Summary: The company which aids crimes of the state is protected from having its crimes treated as such; just like big banks that receive bailouts rather than jail sentences, Microsoft receives document formats monopoly rather than embargo
SEVERAL years ago it was rare and unusual for one to receive OOXML files, but nowadays this is becoming common. Microsoft corruption paid off. Not a single person was sent to prison, let alone put on trial or an antitrust probe. It sure seems -- as Microsoft would would gladly demonstrate -- that very large corporations are above the law and if they are eager to engage in fraud and corruption, then they will get away with it, provided they are close enough to government (Microsoft -- like Cisco and AT&T -- is somewhat an NSA Trojan horse).

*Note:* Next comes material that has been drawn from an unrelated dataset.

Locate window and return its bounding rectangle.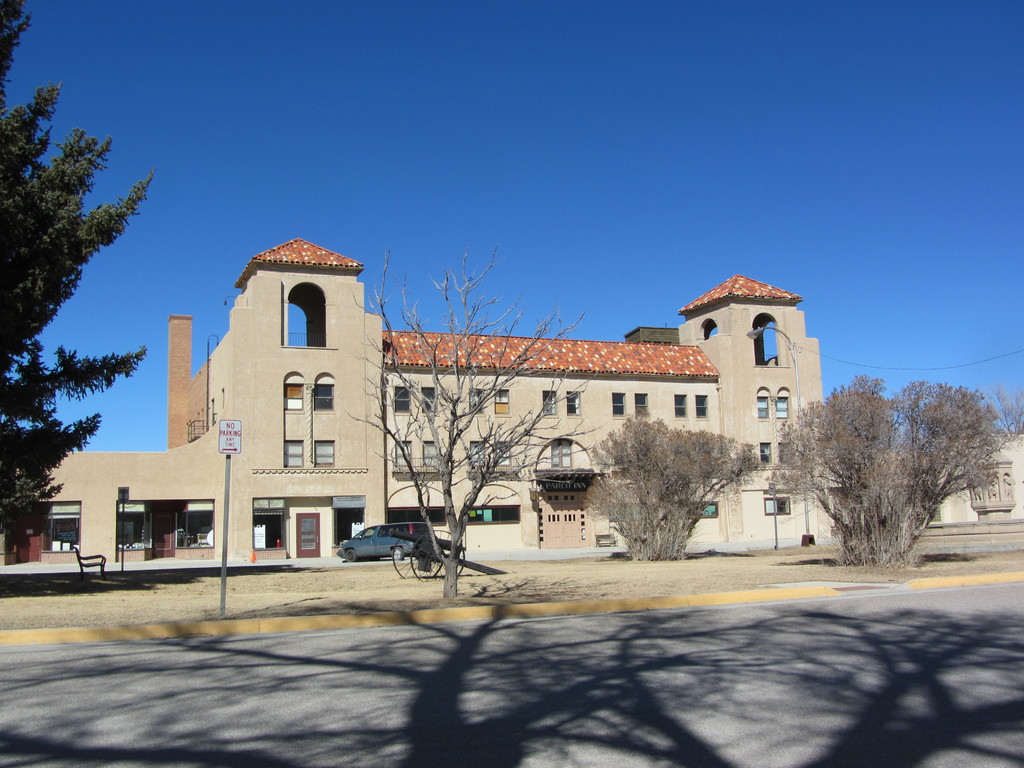
l=779, t=443, r=794, b=468.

A few days ago a good British journalist
wrote about Open Document Format, reminding us of what many people forgot. I could never forget ODF because I wrote almost a thousand posts about this area and I saw a huge amount of Microsoft crime going on without punishment (let alone any promise of punishment). This saga helped show that no matter how much crime Microsoft commits (e.g.

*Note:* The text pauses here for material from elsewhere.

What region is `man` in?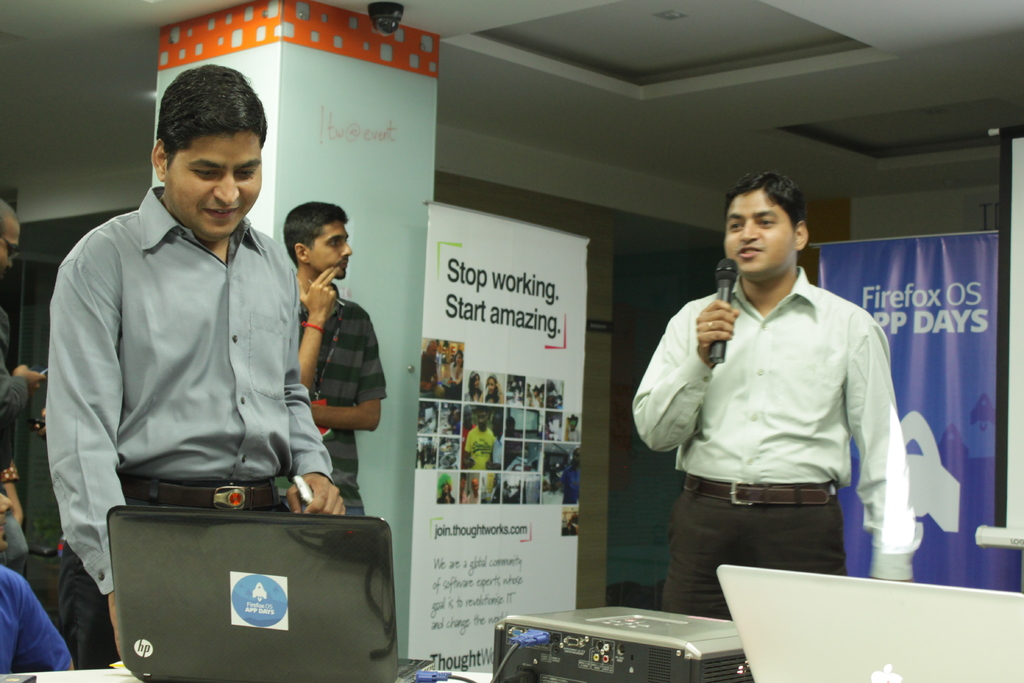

bribing governments) some governments will continue to protect it.
US officials will even act like Microsoft marketing people, almost as if they are trying to set up spying posts in other countries. They would go as far as
trying to portray ODF as
"anti American" because it can reduce dependence on Microsoft's back doors-friendly operating system.
Earlier today Glyn Moody
asked," where did ODF disappear to?"
As Moody put it: "Readers with good memories may remember various key fights over the years that were largely about ODF and OOXML. The first round culminated in the extraordinarily shoddy fast-tracking of OOXML through the ISO standards process. Then we had a big battle over open standards in general, which also involved ODF and OOXML, where the UK government performed a dizzying series of U-turns.
"That was over two years ago, and it struck me that after years of sound and fury, and all the work the open source community put into supporting ODF and open standards, we have recently heard nothing about the use of ODF by the UK government. That is, OOXML seems to have won be default. Indeed, it is striking that practically every document from the UK government is in OOXML format: for a while, there was an attempt to offer ODF formats too, but clearly people in UK government have given up even pretending to be fair here."
Remember that as long as Microsoft protects criminals who do it with impunity (state support) it will continue to be protected by the Establishment. For anyone who thinks that technical merits can be used to win an argument, well... politics is not hinged on logic. The NSA and NSA-funded GCHQ show us that politics is not even hinged on law. Outlawed practices (cracking, viruses, etc.) and digital disorder (like OOXML) is okay when those in power say they need it.